[A Popular History of France From The Earliest Times by Francois Pierre Guillaume Guizot]@TWC D-Link bookA Popular History of France From The Earliest Times CHAPTER XIII 11/31
Be it a senate of patricians that reigns, it cannot govern so capriciously, so arbitrarily, as an individual.
There are differences and discussions in the very bosom of the government; there may be, nay, there always are, formed factions, parties which, in order to arrive at their own ends, strive to conciliate the favor of the people, sometimes take in hand its interests, and, however bad may be its condition, the people, by sharing in its masters' rivalries, exercises some sort of influence over its own destiny. Feudalism was not, properly speaking, an aristocratic government, a senate of kings--to use the language used by Cineas to Pyrrhus; it was a collection of individual despotisms, exercised by isolated aristocrats, each of whom, being sovereign in his own domains, had to give no account to another, and asked nobody's opinion about his conduct towards his subjects. Is it astonishing that such a system incurred, on the part of the peoples, more hatred than even those which had reduced them to a more monotonous and more lasting servitude? There was despotism, just as in pure monarchies, and there was privilege, just as in the very closest aristocracies.
And both obtruded themselves in the most offensive, and, so to speak, crude form.
Despotism was not tapered off by means of the distant and elevation of a throne; and privilege did not veil itself behind the majesty of a large body.
Both were the appurtenances of an individual ever present and ever alone, ever at his subjects' doors, and never called upon, in dealing with their lot, to gather his peers around him. And now we will leave the subjects in the case of feudalism, and consider the masters, the owners of fiefs, and their relations one with another. We here behold quite a different spectacle; we see liberties, rights, and guarantees, which not only give protection and honor to those who enjoy them, but of which the tendency and effect are to open to the subject population an outlet towards a better future. It could not, in fact, be otherwise: for, on the one hand, feudal society was not wanting in dignity and glory; and, on the other, the feudal system did not, as the theocracy of Egypt or the despotism of Asia did, condemn its subjects irretrievably to slavery.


WORK INSTRUCTION →
Starting with the line that contains "What data populates", repeat each line exactly through the final line of the listing. No picture should appear in the copy.

*** DATA FOR THE TASK ***

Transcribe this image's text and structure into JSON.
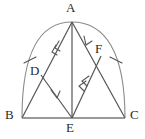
{
  "figure": {
    "type": "geometry-diagram",
    "canvas": {
      "width": 145,
      "height": 139
    },
    "colors": {
      "stroke": "#555555",
      "label": "#2b2b2b",
      "background": "#ffffff",
      "arc_stroke": "#888888",
      "base_stroke": "#777777"
    },
    "points": [
      {
        "id": "A",
        "label": "A",
        "x": 72,
        "y": 22,
        "label_x": 68,
        "label_y": 2
      },
      {
        "id": "B",
        "label": "B",
        "x": 22,
        "y": 118,
        "label_x": 6,
        "label_y": 110
      },
      {
        "id": "C",
        "label": "C",
        "x": 125,
        "y": 118,
        "label_x": 131,
        "label_y": 110
      },
      {
        "id": "D",
        "label": "D",
        "x": 41,
        "y": 75,
        "label_x": 32,
        "label_y": 66
      },
      {
        "id": "E",
        "label": "E",
        "x": 72,
        "y": 118,
        "label_x": 66,
        "label_y": 122
      },
      {
        "id": "F",
        "label": "F",
        "x": 101,
        "y": 56,
        "label_x": 96,
        "label_y": 44
      }
    ],
    "segments": [
      {
        "id": "AB",
        "from": "A",
        "to": "B",
        "name": "side-ab"
      },
      {
        "id": "AC",
        "from": "A",
        "to": "C",
        "name": "side-ac"
      },
      {
        "id": "BC",
        "from": "B",
        "to": "C",
        "name": "side-bc"
      },
      {
        "id": "AE",
        "from": "A",
        "to": "E",
        "name": "cevian-ae"
      },
      {
        "id": "DE",
        "from": "D",
        "to": "E",
        "name": "segment-de"
      },
      {
        "id": "EF",
        "from": "E",
        "to": "F",
        "name": "segment-ef"
      }
    ],
    "arc": {
      "name": "arc-b-a-c",
      "from": "B",
      "to": "C",
      "apex": "A",
      "description": "arc passing from B through A to C"
    },
    "arrow_marks": [
      {
        "on": "AB",
        "style": "double-chevron",
        "name": "parallel-mark-ab"
      },
      {
        "on": "AE",
        "style": "single-chevron",
        "name": "parallel-mark-ae"
      },
      {
        "on": "DE",
        "style": "single-chevron",
        "name": "parallel-mark-de"
      },
      {
        "on": "EF",
        "style": "double-chevron",
        "name": "parallel-mark-ef"
      }
    ],
    "tick_marks": [
      {
        "on": "arc-left",
        "count": 1,
        "name": "congruence-tick-left"
      },
      {
        "on": "arc-right",
        "count": 1,
        "name": "congruence-tick-right"
      }
    ]
  }
}
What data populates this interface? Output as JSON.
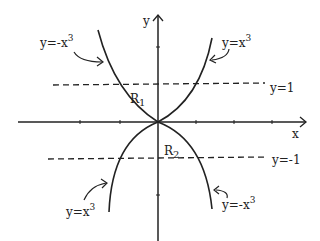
{
  "diagram": {
    "type": "graph-of-curves",
    "axes": {
      "x_label": "x",
      "y_label": "y"
    },
    "reference_lines": [
      {
        "label": "y=1",
        "value": 1,
        "style": "dashed"
      },
      {
        "label": "y=-1",
        "value": -1,
        "style": "dashed"
      }
    ],
    "curves": [
      {
        "label_base": "y=-x",
        "exp": "3",
        "position": "upper-left"
      },
      {
        "label_base": "y=x",
        "exp": "3",
        "position": "upper-right"
      },
      {
        "label_base": "y=x",
        "exp": "3",
        "position": "lower-left"
      },
      {
        "label_base": "y=-x",
        "exp": "3",
        "position": "lower-right"
      }
    ],
    "regions": [
      {
        "label": "R",
        "sub": "1"
      },
      {
        "label": "R",
        "sub": "2"
      }
    ],
    "colors": {
      "ink": "#222222",
      "background": "#ffffff"
    }
  }
}
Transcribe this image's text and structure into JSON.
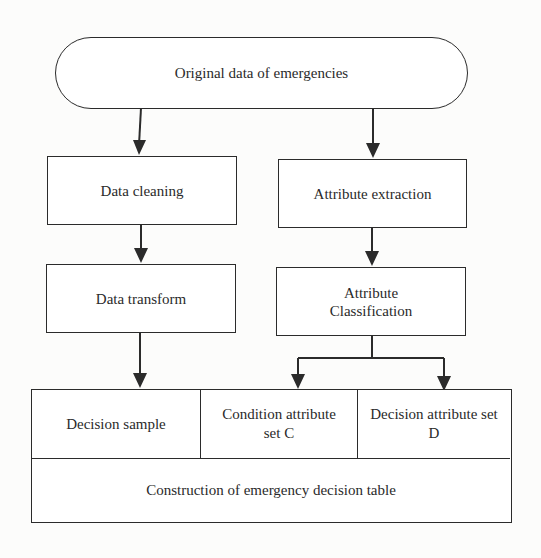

*** End of DATA FOR THE TASK ***

ANSWER TO THIS PROBLEM →
What data populates this interface? Output as JSON.
{
  "diagram": {
    "type": "graph-of-curves",
    "axes": {
      "x_label": "x",
      "y_label": "y"
    },
    "reference_lines": [
      {
        "label": "y=1",
        "value": 1,
        "style": "dashed"
      },
      {
        "label": "y=-1",
        "value": -1,
        "style": "dashed"
      }
    ],
    "curves": [
      {
        "label_base": "y=-x",
        "exp": "3",
        "position": "upper-left"
      },
      {
        "label_base": "y=x",
        "exp": "3",
        "position": "upper-right"
      },
      {
        "label_base": "y=x",
        "exp": "3",
        "position": "lower-left"
      },
      {
        "label_base": "y=-x",
        "exp": "3",
        "position": "lower-right"
      }
    ],
    "regions": [
      {
        "label": "R",
        "sub": "1"
      },
      {
        "label": "R",
        "sub": "2"
      }
    ],
    "colors": {
      "ink": "#222222",
      "background": "#ffffff"
    }
  }
}
Transcribe this image's text and structure into JSON.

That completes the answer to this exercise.